The bundle handkerchief as art: Alfred Denghausen, 1936, National Gallery of Art.

Apparently one could not even enter this world properly (or be introduced to it) without a bundle handkerchief! Is this where the stork with the bundled baby comes from? According to Elisabeth, No Salem infant, even without the requisite number of great-grandfathers and grandmothers, could be considered to have been properly introduced to society until it had dangled in a bundle handkerchief from a pair of steelyards, while its weight was recorded in the family Bible at the end of the family pedigree. She also included her own childhood memory of accompanying the family servants, armed with “two great bundle handkerchiefs of coarse blue and white checked gingham” to Mr. Hathaway’s bakery on Sunday mornings after church to retrieve the baked beans and brown bread which had been placed in his cavernous oven the day before. Salem women packed their soldiers’ trunks with prayer books from Mr. Wilde and medicine chests from Mr. (not Mrs.?) Pinkham, as well a selection of fine new bundle handkerchiefs, and three of these, of dark red silk, with the name embroidered in one corner, came home in one soldier’s trunk, brought by a guard of honor; for Salem gave the first of the Essex County heroes who laid down their lives for their country in the war of the Rebellion, as she did in the war of the Revolution. I wonder if she is referring to her own father here, Lt. Colonel Henry Merritt, who was killed at the Battle of New Bern in March of 1862.

Not blue and white, but the best I could do: a recipe card from the 1950s; Mr. Hathaway’s Bakery or the “Old Bakery” (now the Hooper Hathaway House on the campus of the House of the Seven Gables) in its original location at 21 Washington Street, Historic New England; Elisabeth Merritt Gosse in 1905, upon the occasion of the dedication of a boulder commemorating her father’s regiment near Salem Common.
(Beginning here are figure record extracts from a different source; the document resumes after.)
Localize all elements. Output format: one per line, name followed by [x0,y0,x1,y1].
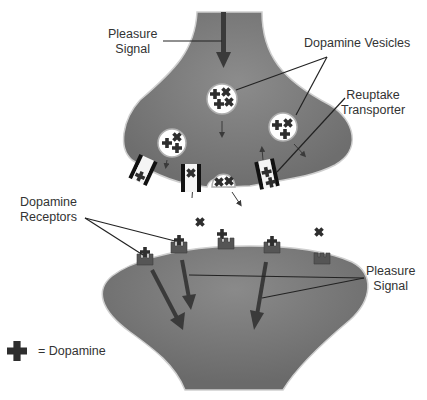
receptor-5 [314,253,330,264]
vesicle-top [207,84,237,114]
free-dopamine-3 [312,225,326,239]
label-dopamine-vesicles: Dopamine Vesicles [304,36,410,51]
label-pleasure-signal-top: Pleasure Signal [108,27,157,57]
free-dopamine-1 [193,215,207,229]
free-dopamine-2 [217,229,227,239]
vesicle-left [158,129,186,157]
legend-dopamine-icon [7,341,27,361]
label-dopamine-receptors: Dopamine Receptors [20,195,77,225]
legend-text: = Dopamine [38,344,106,359]
transporter-middle [181,164,201,192]
receptor-2 [171,235,187,253]
postsynaptic-neuron [102,246,368,390]
vesicle-right [269,113,297,141]
receptor-1 [137,247,153,265]
label-reuptake-transporter: Reuptake Transporter [341,88,405,118]
receptor-4 [264,236,280,253]
receptor-3 [218,238,234,249]
label-pleasure-signal-bottom: Pleasure Signal [366,264,415,294]
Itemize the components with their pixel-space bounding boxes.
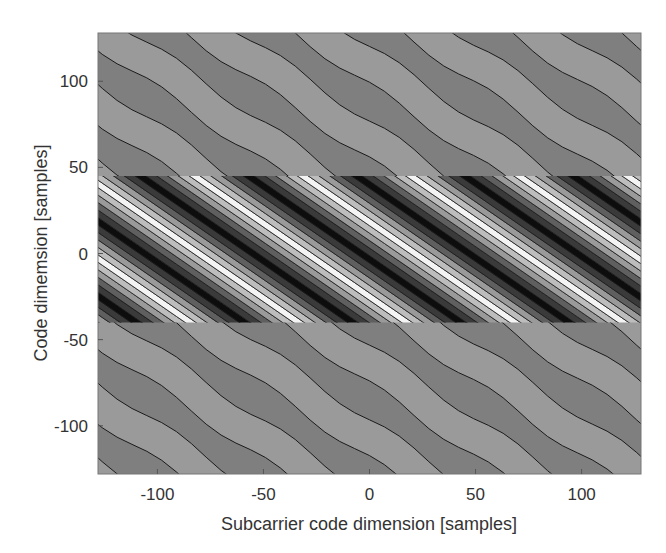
x-tick-label: -100 [140, 485, 174, 504]
y-tick-label: 0 [79, 245, 88, 264]
contour-band [73, 0, 666, 5]
y-tick-label: -50 [63, 331, 88, 350]
y-tick-label: -100 [54, 417, 88, 436]
contour-band [73, 0, 666, 27]
contour-band [73, 536, 666, 553]
y-axis-label: Code dimemsion [samples] [31, 144, 51, 361]
x-tick-label: 50 [466, 485, 485, 504]
contour-band [73, 0, 666, 20]
y-tick-label: 50 [69, 158, 88, 177]
x-tick-label: 100 [567, 485, 595, 504]
x-tick-label: 0 [365, 485, 374, 504]
y-tick-label: 100 [60, 72, 88, 91]
contour-figure: -100-50050100 -100-50050100 Subcarrier c… [0, 0, 666, 553]
y-axis-ticks: -100-50050100 [54, 72, 103, 436]
x-axis-label: Subcarrier code dimension [samples] [221, 514, 517, 534]
contour-band [73, 469, 666, 553]
contour-band [73, 461, 666, 553]
x-tick-label: -50 [251, 485, 276, 504]
contour-band [73, 543, 666, 553]
contour-band [73, 0, 666, 31]
contour-band [73, 0, 666, 35]
contour-band [73, 0, 666, 12]
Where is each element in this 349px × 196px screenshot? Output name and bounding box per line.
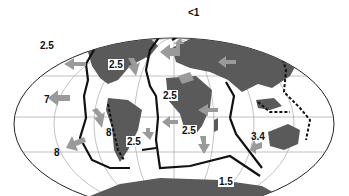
velocity-label: 7 [44, 94, 50, 105]
velocity-label: 2.5 [40, 40, 54, 51]
velocity-label: 8 [106, 127, 112, 138]
velocity-label: 3.4 [251, 131, 265, 142]
velocity-label: 2.5 [108, 59, 124, 70]
velocity-label: <1 [188, 7, 199, 18]
velocity-label: 2.5 [162, 90, 178, 101]
velocity-label: 1.5 [218, 176, 234, 187]
velocity-label: 8 [54, 147, 60, 158]
velocity-label: 2.5 [181, 125, 197, 136]
velocity-label: 2.5 [126, 136, 142, 147]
Elisabeth Merritt Gosse recounts her last memory of a bundle handkerchief on the streets of Salem, wrapped around a book and carried by Mr. John Andrews in and out of the Salem Athenaeum, and observes that her title topic is as vivid a bit of color in Salem’s history as is Alice Flint’s silk hood, the frigate Essex, the North Bridge or even the House of the Seven Gables; and to speak of it calls up a long line of Salem’s sires and dames who took pride and pleasure and comfort in its use. [Another Salem memoirist, Harriet Bates or “Eleanor Putnam,” went even further: “The bundle handkerchief is as essential a figure in Salem history as the witches themselves.”] The bundle handkerchief’s time had passed in 1896, however, replaced by paper and string, prosaic, rustling, tearable, and to be quickly thrown aside and thrown away. This is not a good development in Elisabeth Merritt Gosse’s estimation, but as she died at the venerable age of 86 in 1936, we can at least be glad that she didn’t live long enough to see plastic.

Elisabeth Merritt Gosse was referencing the OLD Salem Athenaeum, now one of the Peabody Essex Museum’s empty buildings further up on Essex Street, but as I happened to be walking by the present one today, I snapped this photograph.